AI-assisted tools change the information available to the embryologist; they do not change who is responsible for the selection decision. An experienced embryologist using AI output is similar to a radiologist using AI-assisted image analysis: the tool flags patterns and generates a score; the clinician integrates that information with the full clinical picture.
What does not change: the embryologist's knowledge of the patient's ovarian response, the lab environment during that culture period, the clinical plan for fresh versus frozen transfer, the number of embryos available, and the couple's personal preferences about multiple embryo transfer. AI scores are one input into that multi-factor decision.
What changes: the embryologist has access to kinetic data they would not otherwise have — timing of cell divisions captured automatically across five days of culture. This is genuinely additional information that can help differentiate between embryos that look visually similar at a static time point.
At Aansh, the embryology lab is led by Aayush Agarwal, Ph.D., who oversees both the conventional grading process and the integration of AI-derived scores into the selection framework. For more on blastocyst-stage culture and transfer decisions, see the blastocyst culture page.
Should all IVF patients seek AI-assisted embryo selection?
Not necessarily — and it would be misleading to suggest AI is required for a good IVF outcome.
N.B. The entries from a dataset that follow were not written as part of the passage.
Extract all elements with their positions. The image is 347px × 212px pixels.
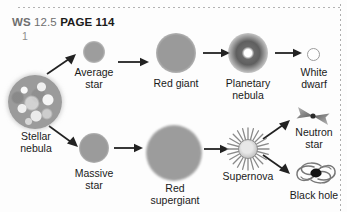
label-stellar-nebula: Stellar nebula [5,131,67,154]
label-planetary-nebula: Planetary nebula [214,78,282,101]
supernova-icon [227,128,269,170]
red-supergiant-icon [146,125,202,181]
label-red-supergiant: Red supergiant [136,183,214,206]
label-massive-star: Massive star [62,168,126,191]
label-red-giant: Red giant [148,78,204,90]
page-label: PAGE 114 [60,16,114,28]
dotted-rule-vertical [340,4,341,212]
star-icon [79,133,109,163]
red-giant-icon [156,33,196,73]
worksheet-header: WS 12.5 PAGE 114 [12,16,114,28]
question-number: 1 [22,30,28,42]
label-neutron-star: Neutron star [286,127,342,150]
arrow-red-giant-to-planetary-nebula [203,47,231,59]
star-icon [83,41,105,63]
arrow-planetary-nebula-to-white-dwarf [275,47,303,59]
label-supernova: Supernova [212,171,284,183]
arrow-massive-star-to-red-supergiant [114,142,144,154]
label-average-star: Average star [64,67,124,90]
black-hole-icon [294,158,338,188]
neutron-star-icon [296,106,330,126]
nebula-icon [8,75,62,129]
label-black-hole: Black hole [282,190,346,202]
worksheet-page: WS 12.5 PAGE 114 1 [0,0,347,212]
planetary-nebula-icon [228,33,268,73]
label-white-dwarf: White dwarf [288,67,340,90]
worksheet-prefix: WS [12,16,31,28]
dotted-rule-horizontal [18,7,340,8]
white-dwarf-icon [307,48,320,61]
supernova-core [238,139,258,159]
worksheet-number: 12.5 [34,16,57,28]
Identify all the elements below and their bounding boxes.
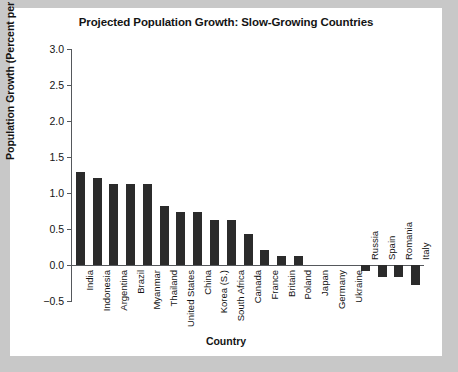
y-axis-tick: 3.0 <box>67 49 72 50</box>
x-axis-tick-label: France <box>269 270 280 300</box>
x-axis-tick-label: Germany <box>336 270 347 309</box>
bar <box>244 234 253 265</box>
x-axis-tick-label: Russia <box>369 231 380 260</box>
bar <box>93 178 102 265</box>
y-axis-tick-label: 0.5 <box>49 223 64 235</box>
y-axis-tick-label: 2.0 <box>49 115 64 127</box>
x-axis-tick-label: China <box>202 270 213 295</box>
x-axis-tick-label: South Africa <box>235 270 246 321</box>
bar <box>76 172 85 265</box>
y-axis-tick-label: 0.0 <box>49 259 64 271</box>
y-axis-tick: 0.0 <box>67 265 72 266</box>
y-axis-tick: 1.0 <box>67 193 72 194</box>
y-axis-tick-label: 3.0 <box>49 43 64 55</box>
x-axis-tick-label: Britain <box>286 270 297 297</box>
plot-area: 3.02.52.01.51.00.50.0−0.5 IndiaIndonesia… <box>72 49 424 301</box>
bar <box>411 265 420 285</box>
x-axis-label: Country <box>10 335 442 347</box>
x-axis-tick-label: United States <box>185 270 196 327</box>
y-axis-label: Population Growth (Percent per Year) <box>4 0 16 160</box>
x-axis-tick-label: Myanmar <box>151 270 162 310</box>
x-axis-tick-label: Brazil <box>135 270 146 294</box>
chart-title: Projected Population Growth: Slow-Growin… <box>10 16 442 28</box>
y-axis-tick: 2.5 <box>67 85 72 86</box>
x-axis-tick-label: Japan <box>319 270 330 296</box>
y-axis-tick-label: 1.5 <box>49 151 64 163</box>
chart-card: Projected Population Growth: Slow-Growin… <box>10 8 442 356</box>
x-axis-tick-label: Ukraine <box>353 270 364 303</box>
bar <box>260 250 269 265</box>
x-axis-tick-label: Thailand <box>168 270 179 306</box>
bar <box>126 184 135 265</box>
x-axis-tick-label: Argentina <box>118 270 129 311</box>
x-axis-tick-label: Italy <box>420 243 431 260</box>
bar <box>210 220 219 265</box>
y-axis-tick: −0.5 <box>67 301 72 302</box>
x-axis-tick-label: Poland <box>302 270 313 300</box>
y-axis-tick: 1.5 <box>67 157 72 158</box>
bar <box>109 184 118 265</box>
x-axis-tick-label: Romania <box>403 222 414 260</box>
bar <box>176 212 185 265</box>
bar <box>394 265 403 277</box>
bar <box>160 206 169 265</box>
x-axis-tick-label: Spain <box>386 236 397 260</box>
bar <box>143 184 152 265</box>
x-axis-tick-label: Indonesia <box>101 270 112 311</box>
x-axis-tick-label: Canada <box>252 270 263 303</box>
y-axis-tick: 0.5 <box>67 229 72 230</box>
x-axis-tick-label: Korea (S.) <box>218 270 229 313</box>
bar <box>294 256 303 265</box>
bar <box>193 212 202 265</box>
y-axis-tick-label: 2.5 <box>49 79 64 91</box>
y-axis-tick: 2.0 <box>67 121 72 122</box>
x-axis-tick-label: India <box>84 270 95 291</box>
bar <box>277 256 286 265</box>
bar <box>227 220 236 265</box>
y-axis-tick-label: 1.0 <box>49 187 64 199</box>
y-axis-tick-label: −0.5 <box>43 295 64 307</box>
bar <box>378 265 387 277</box>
For couples with a single embryo (the selection question is straightforward), couples pursuing PGT-A (chromosomal testing directly informs selection), or couples where clinical, cost, or access factors make time-lapse AI systems unavailable, conventional grading by an experienced embryologist remains the standard of care. A large body of IVF outcomes worldwide is built on conventional morphological grading.
AI-assisted selection is most useful when:
- Multiple embryos are available and are morphologically similar — AI kinetic data helps differentiate
- The lab has a time-lapse incubator system integrated with the AI platform
- PGT-A is not being performed (because PGT-A provides a direct chromosomal result that takes precedence in selection)
If you are considering IVF and want to understand which selection approach will be used for your cycle, and why, this is a direct question to ask the embryologist during your consultation. Ask: "Will my embryos be cultured in a time-lapse incubator? Will AI scoring be used, and how will it be integrated with your conventional grading?" The answer should be specific and clear.
To discuss your situation: WhatsApp or call +91 80056 85160.